Tank drew his gun and I rang the bell. No answer to the bell. I rang again. Still no answer.
“He's not coming down,” Tank said.
I called Butchy on my cell phone.
“Yeah?” Butchy said,
“It's Stephanie Plum,” I told him. “I'm downstairs with my partner and we need to talk to you.”
“So go ahead and talk.”
“You missed your court date and you need to reschedule.”
“And?”
“And you need to do it now. Come downstairs and open the door.”
“Suck my dick,” Butchy said.
“Sure,” I told him. “Just come down and open the door.”
“Fuck off,” Butchy said. “I don't feel like going to jail today. Why don't you come back next month. Maybe I'll feel like going to jail next month.”
I told Tank to back up and stand on the sidewalk where Butchy could see him.
“Look out your window, Butchy,” I said. “See the big guy standing on the sidewalk?”
“Yeah.”
“That's my partner. If you don't open the door, he's going to put his foot through it. And then he's going to go upstairs and root you out like the rodent you are and put his foot up your ass.”
“I've got a gun.”
“Is it as big as Tank's?”
Tank was holding a .44 Magnum.
“I swear to God,” Butchy said, “if you come in I'll blow four head off.” And he disconnected.
“He's not coming down,” I told Tank. “And he says he's armed.”
Tank walked up to the door, put his boot to it just left of the handle, and the door flipped open. “Wait here,” Tank said.
I had my gun in hand, too. “No way. This is my bust.”
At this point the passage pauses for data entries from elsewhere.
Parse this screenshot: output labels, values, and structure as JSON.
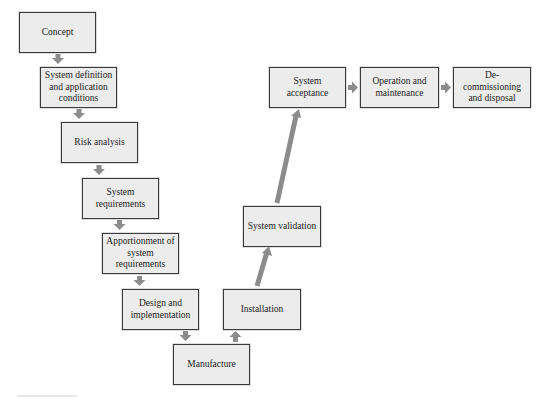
{
  "diagram": {
    "type": "lifecycle-v-model",
    "colors": {
      "box_fill": "#ececec",
      "box_border": "#3a3a3a",
      "arrow": "#8c8c8c",
      "text": "#222222"
    },
    "nodes": [
      {
        "id": "concept",
        "label": "Concept"
      },
      {
        "id": "system-definition",
        "label": "System definition and application conditions"
      },
      {
        "id": "risk-analysis",
        "label": "Risk analysis"
      },
      {
        "id": "system-requirements",
        "label": "System requirements"
      },
      {
        "id": "apportionment",
        "label": "Apportionment of system requirements"
      },
      {
        "id": "design-implementation",
        "label": "Design and implementation"
      },
      {
        "id": "manufacture",
        "label": "Manufacture"
      },
      {
        "id": "installation",
        "label": "Installation"
      },
      {
        "id": "system-validation",
        "label": "System validation"
      },
      {
        "id": "system-acceptance",
        "label": "System acceptance"
      },
      {
        "id": "operation-maintenance",
        "label": "Operation and maintenance"
      },
      {
        "id": "decommissioning",
        "label": "De-commissioning and disposal"
      }
    ],
    "edges": [
      [
        "concept",
        "system-definition"
      ],
      [
        "system-definition",
        "risk-analysis"
      ],
      [
        "risk-analysis",
        "system-requirements"
      ],
      [
        "system-requirements",
        "apportionment"
      ],
      [
        "apportionment",
        "design-implementation"
      ],
      [
        "design-implementation",
        "manufacture"
      ],
      [
        "manufacture",
        "installation"
      ],
      [
        "installation",
        "system-validation"
      ],
      [
        "system-validation",
        "system-acceptance"
      ],
      [
        "system-acceptance",
        "operation-maintenance"
      ],
      [
        "operation-maintenance",
        "decommissioning"
      ]
    ]
  }
}
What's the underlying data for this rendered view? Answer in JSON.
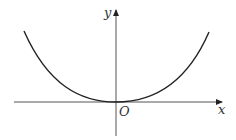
{
  "figure": {
    "type": "function-graph",
    "axes": {
      "x_label": "x",
      "y_label": "y",
      "origin_label": "O"
    },
    "curve": {
      "shape": "parabola-like",
      "vertex": [
        0,
        0
      ],
      "symmetric_about": "y-axis"
    },
    "colors": {
      "line": "#222222",
      "label": "#333333",
      "background": "#ffffff"
    }
  }
}
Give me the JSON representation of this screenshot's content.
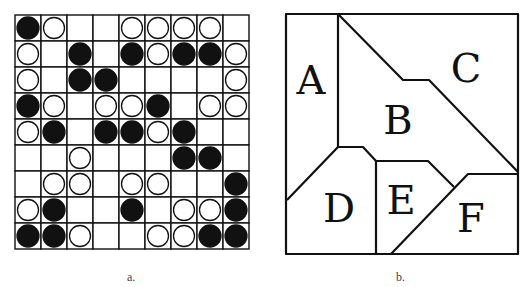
{
  "panel_a": {
    "caption": "a.",
    "rows": 9,
    "cols": 9,
    "legend": {
      "B": "black stone",
      "W": "white stone",
      ".": "empty"
    },
    "board": [
      "BW..WWWW.",
      "W.B.BWBBW",
      "W.BB....W",
      "BW.WWB.WW",
      "WB.BBWB..",
      "..W...BB.",
      ".WW.WW..B",
      "WB..B.WWB",
      "BBW..WWBB"
    ]
  },
  "panel_b": {
    "caption": "b.",
    "regions": [
      {
        "label": "A",
        "x": 311,
        "y": 80
      },
      {
        "label": "B",
        "x": 398,
        "y": 120
      },
      {
        "label": "C",
        "x": 466,
        "y": 68
      },
      {
        "label": "D",
        "x": 339,
        "y": 208
      },
      {
        "label": "E",
        "x": 401,
        "y": 200
      },
      {
        "label": "F",
        "x": 471,
        "y": 218
      }
    ]
  },
  "colors": {
    "line": "#111111",
    "black_stone": "#111111",
    "white_stone": "#ffffff"
  }
}
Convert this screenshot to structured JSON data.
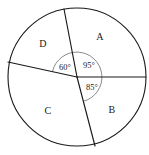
{
  "figure": {
    "type": "circle-sector-diagram",
    "background_color": "#ffffff",
    "stroke_color": "#1a1a1a",
    "arc_color": "#6b6b6b",
    "canvas": {
      "width": 149,
      "height": 155
    },
    "circle": {
      "cx": 77,
      "cy": 77,
      "r": 69
    },
    "inner_arc": {
      "cx": 77,
      "cy": 77,
      "r": 25
    },
    "regions": [
      {
        "id": "A",
        "label": "A",
        "x": 100,
        "y": 38
      },
      {
        "id": "B",
        "label": "B",
        "x": 112,
        "y": 111
      },
      {
        "id": "C",
        "label": "C",
        "x": 48,
        "y": 112
      },
      {
        "id": "D",
        "label": "D",
        "x": 43,
        "y": 45
      }
    ],
    "angles": [
      {
        "id": "angle-95",
        "label": "95°",
        "value": 95,
        "unit": "degrees",
        "x": 89,
        "y": 66
      },
      {
        "id": "angle-60",
        "label": "60°",
        "value": 60,
        "unit": "degrees",
        "x": 65,
        "y": 68
      },
      {
        "id": "angle-85",
        "label": "85°",
        "value": 85,
        "unit": "degrees",
        "x": 92,
        "y": 88
      }
    ],
    "radii": [
      {
        "id": "radius-east",
        "x1": 77,
        "y1": 77,
        "x2": 146,
        "y2": 77
      },
      {
        "id": "radius-north",
        "x1": 77,
        "y1": 77,
        "x2": 64,
        "y2": 9
      },
      {
        "id": "radius-west",
        "x1": 77,
        "y1": 77,
        "x2": 8,
        "y2": 62
      },
      {
        "id": "radius-south",
        "x1": 77,
        "y1": 77,
        "x2": 95,
        "y2": 146
      }
    ]
  }
}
Tank turned and looked at me. “Anything happens to you, I have to answer to Ranger. Frankly, I'd rather take a bullet from this moron.”
Okay, that made sense to me. “I'll wait here,” I told him.
“I'm coming up the stairs,” Tank called to Butchy. “When I get to the top I want you unarmed, face down on the floor with your hands where I can see them.”
I looked up and saw Butchy ass first, half out the window above me. He was waiting for Tank to get to the top of the stairs and then Butchy was going to go out the window, onto the small roof over the stoop, and drop to the ground.
I ducked into the doorway so Butchy wouldn't see me. I held my breath and waited to hear him on the roof. Tank got to the top of the stairs, Butchy's feet scuffed on the roof, and I jumped out. I had my gun two-handed and I yelled for Butchy to stop and freeze.
“I've got him,” I yelled to Tank. “He's on the porch roof.”
Tank jogged down the stairs and moved to join me on the small patch of front lawn. He cleared the porch just as Butchy catapulted himself off the roof, and the two of them crashed to the ground with Butchy on top of Tank.
I rushed in and grabbed Butchy by the arm, cuffing him behind his back while he still had the air knocked out of him. I rolled him off Tank and shoved him aside. Tank was on his back with his leg twisted at an impossible angle.
“Just shoot me,” Tank said. “It'd be less painful.”
I called EMS and then I called Ranger. A half hour later, Tank was rolled into the EMS truck, his leg held stable by an
inflated cast.
Ranger and I stood side by side and watched the truck disappear around the corner. A big, bald, jug-headed guy, neatly dressed in black jeans and T-shirt, stood by Tank's truck. He had his muscle-bound, bulging arms crossed over his massive chest and his tiny eyes fixed on Ranger and me.